Home>>read Cities of the Plain free online

Cities of the Plain(20)

By:rmac McCarthy


Country’s overdue, the old man said. Folks have got short memories. They might be glad to let the army have it fore they’re done.

The boy ate. How much do you think the army will take?

The old man drew on his cigarette and stubbed it out thoughtfully. I think they’ll take the whole Tularosa basin. That’s my guess.

Can they just take it?

Yeah. They can take it. Folks will piss and moan about it. But they dont have a choice. They ought to be glad to get shut of it.

What do you think Mr Prather will do?

John Prather will do whatever he says he’ll do.

Mr Mac said he told em the only way he’d leave was in a box.

Then that’s how he’ll leave. You can take that to the bank.

John Grady wiped his plate and sat back with his cup of coffee. I ought not to ask you this, he said.

Ask it.

You dont have to answer.

I know it.

Who do you think killed Colonel Fountain?

The old man shook his head. He sat for a long time.

I ought not to of asked you.

No. It’s all right. You know his daughter’s name was Maggie too. She was the one told Fountain to take the boy with him. Said they wouldnt bother a eight year old boy. But she was wrong, wasnt she?

Yessir.

A lot of people think Oliver Lee killed him. I knew Oliver pretty well. We was the same age. He had four sons himself. I just dont believe it.

You dont think he could of done it?

I’ll say it stronger than that. I’ll say he didnt.

Or cause it to be done?

Well. That’s another matter. I’ll say he never shed no tears over it. Over the colonel, leastways.

You didnt want some more coffee?

No thank you son. I’d be up all night.

Do you think they’re still buried out there somewheres?

No. I dont.

What do you think happened?

I always thought the bodies were taken to Mexico. They had a choice to bury em out there somewhere south of the pass where they might be discovered or to go another thirty miles to where they could drop em off the edge of the world and I think that’s what they done.

John Grady nodded. He sipped his coffee. Were you ever in a shooting scrape?

I was. One time. I was old enough to know better too.

Where was it?

Down on the river east of Clint. It was in nineteen and seventeen just before my brother died and we were on the wrong side of the river waitin for dark to cross some stolen horses we’d recovered and we got word they was layin for us. We waited and waited and after a while the moon come up—just a piece of a moon, not even a quarter. It come up behind us and we could see it reflected in the windshield of their car over in the trees along the river breaks. Wendell Williams looked at me and he said: We got two moons in the sky. I dont believe I ever seen that before. And I said: Yes, and one of em is backwards. And we opened fire on em with our rifles.

Did they shoot back?

Sure they did. We laid there and shot up about a box of shells apiece and then they left out.

Was anybody hit?

Not that I ever heard of. We hit the car a time or two. Knocked the windshield out.
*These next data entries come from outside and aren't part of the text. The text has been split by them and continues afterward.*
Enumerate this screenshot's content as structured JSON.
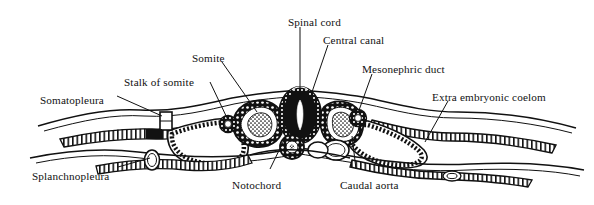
{
  "figure": {
    "background_color": "#ffffff",
    "ink_color": "#111111",
    "labels": [
      {
        "id": "spinal-cord",
        "text": "Spinal cord",
        "x": 288,
        "y": 16,
        "anchor": "start"
      },
      {
        "id": "central-canal",
        "text": "Central canal",
        "x": 323,
        "y": 34,
        "anchor": "start"
      },
      {
        "id": "somite",
        "text": "Somite",
        "x": 192,
        "y": 52,
        "anchor": "start"
      },
      {
        "id": "mesonephric-duct",
        "text": "Mesonephric duct",
        "x": 362,
        "y": 63,
        "anchor": "start"
      },
      {
        "id": "stalk-of-somite",
        "text": "Stalk of somite",
        "x": 124,
        "y": 76,
        "anchor": "start"
      },
      {
        "id": "extra-embryonic-coelom",
        "text": "Extra embryonic coelom",
        "x": 432,
        "y": 91,
        "anchor": "start"
      },
      {
        "id": "somatopleura",
        "text": "Somatopleura",
        "x": 40,
        "y": 94,
        "anchor": "start"
      },
      {
        "id": "splanchnopleura",
        "text": "Splanchnopleura",
        "x": 32,
        "y": 170,
        "anchor": "start"
      },
      {
        "id": "notochord",
        "text": "Notochord",
        "x": 232,
        "y": 179,
        "anchor": "start"
      },
      {
        "id": "caudal-aorta",
        "text": "Caudal aorta",
        "x": 340,
        "y": 179,
        "anchor": "start"
      }
    ],
    "leader_lines": [
      {
        "id": "leader-spinal-cord",
        "points": "300,27 300,95"
      },
      {
        "id": "leader-central-canal",
        "points": "328,45 312,92"
      },
      {
        "id": "leader-somite",
        "points": "222,62 257,112"
      },
      {
        "id": "leader-mesonephric-duct",
        "points": "372,74 358,113"
      },
      {
        "id": "leader-stalk-of-somite",
        "points": "210,82 228,120"
      },
      {
        "id": "leader-extra-embryonic-coelom",
        "points": "448,101 425,142"
      },
      {
        "id": "leader-somatopleura",
        "points": "117,96 162,116"
      },
      {
        "id": "leader-splanchnopleura",
        "points": "118,167 150,158"
      },
      {
        "id": "leader-notochord",
        "points": "270,169 286,136"
      },
      {
        "id": "leader-caudal-aorta",
        "points": "356,169 352,136"
      }
    ],
    "structures": [
      {
        "id": "neural-tube",
        "name": "spinal cord (neural tube)"
      },
      {
        "id": "central-canal-lumen",
        "name": "central canal"
      },
      {
        "id": "notochord-body",
        "name": "notochord"
      },
      {
        "id": "somite-left",
        "name": "left somite"
      },
      {
        "id": "somite-right",
        "name": "right somite"
      },
      {
        "id": "mesonephric-duct-left",
        "name": "left mesonephric duct"
      },
      {
        "id": "mesonephric-duct-right",
        "name": "right mesonephric duct"
      },
      {
        "id": "caudal-aorta-body",
        "name": "caudal aorta"
      },
      {
        "id": "coelom-left",
        "name": "left coelomic cavity"
      },
      {
        "id": "coelom-right",
        "name": "right coelomic cavity"
      },
      {
        "id": "somatopleura-membrane",
        "name": "somatopleura"
      },
      {
        "id": "splanchnopleura-membrane",
        "name": "splanchnopleura"
      }
    ]
  }
}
Did you get the horses across?

We did.

How many head was it?

It was a few. About seventy head.

That’s a lot of horses.

It was a lot of horses. We was paid good money, too. But it wasnt worth gettin shot over.

No sir. I guess not.

It does funny things to a man’s head.

What’s that, sir?

Bein shot at. Havin dirt thowed on you. Leaves cut. It changes a man’s perspective. Maybe some might have a appetite for it. I never did.

You didnt fight in the revolution?

No.

You were down there though.

Yes. Tryin to get the hell out. I’d been down there too long. I was just as glad when it did start. You’d wake up in some little town on a Sunday mornin and they’d be out in the street shootin at one another. You couldnt make any sense out of it. We like to never got out of there. I saw terrible things in that country. I dreamt about em for years.

He leaned and put his elbows on the table and took his makings from his shirtpocket and rolled another smoke and lit it. He sat looking at the table. He talked for a long time. He named the towns and villages. The mud pueblos. The executions against the mud walls sprayed with new blood over the dried black of the old and the fine powdered clay sifting down from the bulletholes in the wall after the men had fallen and the slow drift of riflesmoke and the corpses stacked in the streets or piled into the woodenwheeled carretas trundling over the cobbles or over the dirt roads to the nameless graves. There were thousands who went to war in the only suit they owned. Suits in which they’d been married and in which they would be buried. Standing in the streets in their coats and ties and hats behind the upturned carts and bales and firing their rifles like irate accountants. And the small artillery pieces on wheels that scooted backwards in the street at every round and had to be retrieved and the endless riding of horses to their deaths bearing flags or banners or the tentlike tapestries painted with portraits of the Virgin carried on poles into battle as if the mother of God herself were authoress of all that calamity and mayhem and madness.